House Greyjoy is a clan of oceangoing raiders in “Game of Thrones,” a storm-soaked, humorless bunch even by the grim standards of the hit HBO fantasy series.
Alfie Allen, 29, plays Theon Greyjoy, a fan-favorite character who has suffered more than most in the course of the show, currently in its sixth season. He has been kidnapped and castrated, has switched sides and is currently on the way back to his ancestral castle, where, judging by the teaser for Sunday’s episode, a showdown with his sister awaits.
But Greyjoy seafaring skills weren’t much in evidence last Friday, when Mr. Allen, a lifelong Londoner with a winking laddish charm, was in New York to participate in practice races for next year’s America’s Cup.
“I’m not an experienced sailor,” he said after briefly joining the British team, officially known as Land Rover Ben Ainslie Racing. Mr. Allen was the sixth man, a nonfunctional position that may just as well be called “celebrity ballast.”
“They need the weight of a person sitting on that spot, the back center,” he said later, in the restaurant of the Conrad Hotel in Battery Park City, near the team’s mooring at the North Cove Marina.
Mr. Allen is a slightly built man with fair hair and piercing blue eyes, who weighs, he said, “10½ stone.” That is 147 pounds, or two-thirds of the 100 kilograms (about 220 pounds) the sixth man is expected to provide. The rest was made up by weights.
“I wasn’t really doing much,” he said. “You sort of lie down in the back and watch them do their thing.” Ben Ainslie, the English competitive sailor, “was lovely,” Mr. Allen said. “You’re not supposed to talk to the team when you’re on the boat, but they were talking to me. And you can’t swear.”
He added, “I swore.”
Friday was cold and wet, conditions that are familiar to Mr. Allen from filming in Northern Ireland.
“I’d say just shooting ‘Game of Thrones’ prepared me for that sort of thing, because HBO likes to keep it real,” he said. “When you see me sleeping with the dogs, I’m really in there with the dogs, in the dirt. It definitely can get pretty freezing.”
Mr. Allen is sometimes portrayed by British newspapers as a party boy, but on Friday evening, he was a model of rectitude, nursing a hot tea even as his retinue of three handlers (some of whom had been on duty in the elements for 12 hours) moved on to adult drinks.
“I got you the Malbec,” he told his manager, solicitously, as she motioned to order another glass of whatever it was she was drinking.
“I would love a Malbec if she’s having a Malbec,” a weary publicist added.
Mr. Allen, who was smartly dressed in a John Varvatos collarless jacket, immaculate white Nike Air Force 1 low-tops and a T-shirt from the artist Mike Kelley’s posthumous exhibition at the Los Angeles Museum of Contemporary Art, merely cupped his tea, a slightly forced study in boyish innocence.
Mr. Allen grew up among artists, musicians and filmmakers. His father is an actor, his mother a film producer, and his sister the pop singer Lily Allen.
“For years, my dad’s friend Joe” — Strummer — “was just my dad’s friend,” he said. “And it was only when I was 12 or 13 I learned that he was the lead singer of a band called the Clash.”
Mr. Allen’s popular cultural debut came 10 years ago, as the subject of a single from his sister’s debut album. The song, “Alfie,” portrayed him as a hopeless teenage stoner, in need of an intervention. “I just can’t sit back and watch you waste your life away/You need to get a job because the bills need to get paid,” Ms. Allen sang in her cheerful, upbeat style.
“The song is born out of love for me,” he said, adding that he was “in Canada getting qualifications to teach kids how to snowboard” when it was released. “My sister, I guess, she was missing me. I didn’t really expect it to be what it was.”
That all seems very long ago, six seasons into the world’s most successful TV show. Now, Mr. Allen has his pick of projects. This week, he began rehearsing “The Spoils,” a play written by and co-starring Jesse Eisenberg, which debuted in New York last year and is having a London run this summer.
As for Theon: His father, the Lord Reaper of Pyke, was recently hurled to his death, creating a power vacuum in the Iron Islands. It seems very likely that the young lord will have to battle his ambitious sister to become the new head of House Greyjoy.
Right, Mr. Allen?
“Maybe something close to?” he offered, stroking his blond whiskers. “But it’s not. So you’ll just have to wait and see.”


> _WORK REQUIRED_
Emit an exact copy of the lines running from the start of the records to the line containing "This screenshot has", both included.

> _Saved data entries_
▬▬▬▬▬▬▬▬▬▬

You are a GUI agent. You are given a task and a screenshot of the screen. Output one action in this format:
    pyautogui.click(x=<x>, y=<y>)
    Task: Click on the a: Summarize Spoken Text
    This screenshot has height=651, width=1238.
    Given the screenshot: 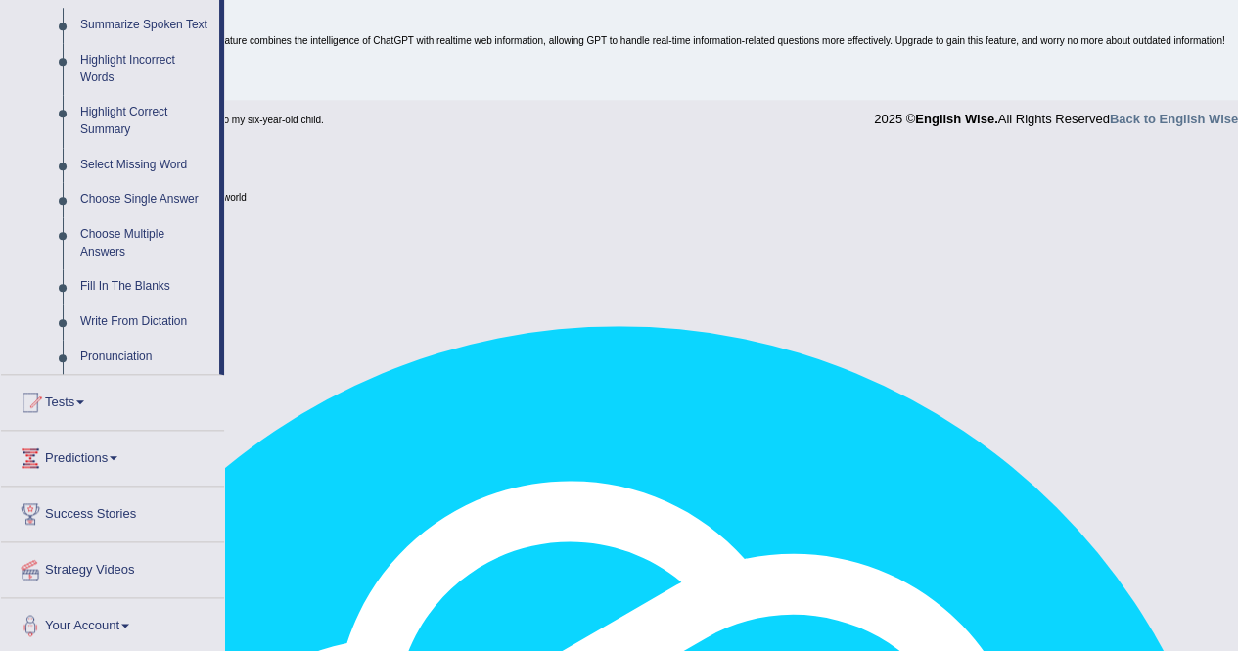 What is the action you would take?
    pyautogui.click(x=145, y=25)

▬▬▬▬▬▬▬▬▬▬

> _WRITTEN ANSWER_
You are a GUI agent. You are given a task and a screenshot of the screen. Output one action in this format:
    pyautogui.click(x=<x>, y=<y>)
    Task: Click on the a: Summarize Spoken Text
    This screenshot has height=651, width=1238.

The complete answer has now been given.